DESIGN FOR LIVING

* Written by Noel Coward * Directed by Joe Mantello * Starring Alan Cumming, Jennifer Ehle, and Dominic West * Roundabout Theater Company, American Airlines Theatre, New York City.

 
Bubbly, frothy, witty, charming -- that’s what “gay” used to mean, back in the days when Noel Coward was the gayest playwright around, in both senses of the word. Along with Private Lives and Blithe Spirit, Design for Living is one of Coward’s best-known plays. Written in 1932, it has a racy reputation as a high-spirited comedy about two men and a woman who wind up in a menage a trois. You know, “divine decadence, darling!”

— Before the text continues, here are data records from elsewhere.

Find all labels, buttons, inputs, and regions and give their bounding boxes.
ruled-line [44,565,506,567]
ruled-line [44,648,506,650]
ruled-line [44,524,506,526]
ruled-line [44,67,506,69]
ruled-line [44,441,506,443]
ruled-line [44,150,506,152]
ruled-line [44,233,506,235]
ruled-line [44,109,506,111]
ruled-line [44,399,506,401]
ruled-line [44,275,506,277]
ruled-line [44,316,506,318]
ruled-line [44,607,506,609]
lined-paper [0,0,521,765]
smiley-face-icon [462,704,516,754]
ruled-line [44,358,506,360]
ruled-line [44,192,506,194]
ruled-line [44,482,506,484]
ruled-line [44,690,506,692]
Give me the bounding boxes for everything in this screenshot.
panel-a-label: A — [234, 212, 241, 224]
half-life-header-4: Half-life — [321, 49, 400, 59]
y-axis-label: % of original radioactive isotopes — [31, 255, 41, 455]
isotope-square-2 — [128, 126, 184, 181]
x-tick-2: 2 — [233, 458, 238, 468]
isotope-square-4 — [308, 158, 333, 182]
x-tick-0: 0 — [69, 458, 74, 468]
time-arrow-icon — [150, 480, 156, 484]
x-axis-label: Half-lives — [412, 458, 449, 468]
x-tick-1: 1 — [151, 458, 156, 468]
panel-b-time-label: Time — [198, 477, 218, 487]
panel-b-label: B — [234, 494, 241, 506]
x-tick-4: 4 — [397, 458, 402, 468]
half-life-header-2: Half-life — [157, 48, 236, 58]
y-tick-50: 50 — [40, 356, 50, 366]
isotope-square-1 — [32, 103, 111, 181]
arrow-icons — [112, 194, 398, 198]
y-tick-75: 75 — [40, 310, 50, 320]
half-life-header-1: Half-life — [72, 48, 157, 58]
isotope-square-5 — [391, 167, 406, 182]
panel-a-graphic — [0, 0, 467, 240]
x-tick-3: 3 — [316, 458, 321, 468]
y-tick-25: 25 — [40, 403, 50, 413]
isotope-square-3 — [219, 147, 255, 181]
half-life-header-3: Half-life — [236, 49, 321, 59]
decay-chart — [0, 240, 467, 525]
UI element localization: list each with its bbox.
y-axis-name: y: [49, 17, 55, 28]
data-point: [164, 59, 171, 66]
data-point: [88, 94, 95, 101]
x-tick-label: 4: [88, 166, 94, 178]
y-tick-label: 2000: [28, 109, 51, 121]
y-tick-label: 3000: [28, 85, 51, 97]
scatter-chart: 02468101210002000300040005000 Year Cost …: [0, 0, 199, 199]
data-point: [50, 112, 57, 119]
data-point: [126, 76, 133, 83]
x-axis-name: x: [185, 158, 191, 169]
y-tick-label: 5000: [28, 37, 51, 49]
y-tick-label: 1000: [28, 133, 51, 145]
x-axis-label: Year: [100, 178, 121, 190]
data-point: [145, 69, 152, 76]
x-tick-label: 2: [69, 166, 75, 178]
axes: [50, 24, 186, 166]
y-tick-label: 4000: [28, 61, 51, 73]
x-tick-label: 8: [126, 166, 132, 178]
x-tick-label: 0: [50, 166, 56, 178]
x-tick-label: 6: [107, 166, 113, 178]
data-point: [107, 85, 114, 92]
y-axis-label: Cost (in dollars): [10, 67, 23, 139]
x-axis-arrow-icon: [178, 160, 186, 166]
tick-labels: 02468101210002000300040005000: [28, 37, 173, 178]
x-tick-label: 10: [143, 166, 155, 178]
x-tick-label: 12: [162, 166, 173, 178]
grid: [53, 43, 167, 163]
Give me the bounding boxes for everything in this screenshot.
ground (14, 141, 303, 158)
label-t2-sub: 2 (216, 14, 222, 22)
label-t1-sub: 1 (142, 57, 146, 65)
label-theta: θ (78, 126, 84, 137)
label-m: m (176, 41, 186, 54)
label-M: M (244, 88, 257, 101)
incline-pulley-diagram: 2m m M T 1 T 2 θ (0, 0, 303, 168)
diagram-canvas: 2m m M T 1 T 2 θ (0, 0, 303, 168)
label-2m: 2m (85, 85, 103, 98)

What’s most intriguing about the Broadway revival of Design for Living is that director Joe Mantello casts aside the superficial ideas we have about Coward’s work and grapples with the play itself, which is more complicated and less bubbly, its characters more disagreeable, than its reputation would lead us to believe.

Otto and Leo and Gilda are old friends. Act one finds Gilda (Jennifer Ehle) sharing a starving-artist garret in Paris with Otto, a painter (a dyed-blond Alan Cumming). Falling into bed with Leo (Dominic West) for the first time precipitates a breakup, and she moves with him to London, where he’s a rising-star playwright. In act two, Otto shows up in London -- dressed for success in a red coat looking like Boy George -- where he and Gilda fall back into bed together. Confused, Gilda runs off to America with Ernest (John Cunningham), a middle-aged art dealer who’s her confidante. Act three takes place in New York, where Gilda has married Ernest and finally established a career for herself as an interior decorator. Inevitably, Otto and Leo show up on her doorstep -- excuse me, in her gleaming chrome private elevator -- to remind her what rowdy joys exist outside the world of social propriety. To Ernest’s fuming disapproval, the three of them fall into an infantile gigglefest as the curtain falls.

Mantello’s decision to play this with more depth than an episode of Three’s Company turns out to be a mixed blessing. On one hand, it makes for a fresh attack on the play and keeps it grounded in a recognizable reality. Although the idea of a bisexual love triangle sounds pretty kicky, anyone who’s tried it knows that it can be an arduous negotiation, emotionally and psychologically, and this production doesn’t skip over the bumps along the way. On the other hand, Coward wrote the play as an entertainment for himself to perform with the famous Broadway husband-and-wife team Alfred Lunt and Lynn Fontanne, and for all its talk about flouting social convention, it doesn’t quite hold up as serious drama.

Cumming, who dazzled Broadway two years ago as the MC in Cabaret, is delightful to watch, though everything about him (especially his piercings) begs the question of what period the play’s set in. West, a British heartthrob making his Broadway debut, matches Cumming in bravely making Otto and Leo more physical and more faggy than they’ve probably ever been. Ehle, a wonderful actress who won a Tony last year for The Real Thing, dwells so heavily on Gilda’s brooding self-hatred and stifled creativity that she seems to be playing Hedda Gabler. It doesn’t really make sense, it’s not dramatically satisfying, and the sexual chemistry with West and Cumming is decidedly cool. But it’s definitely a different way of looking at Noel Coward.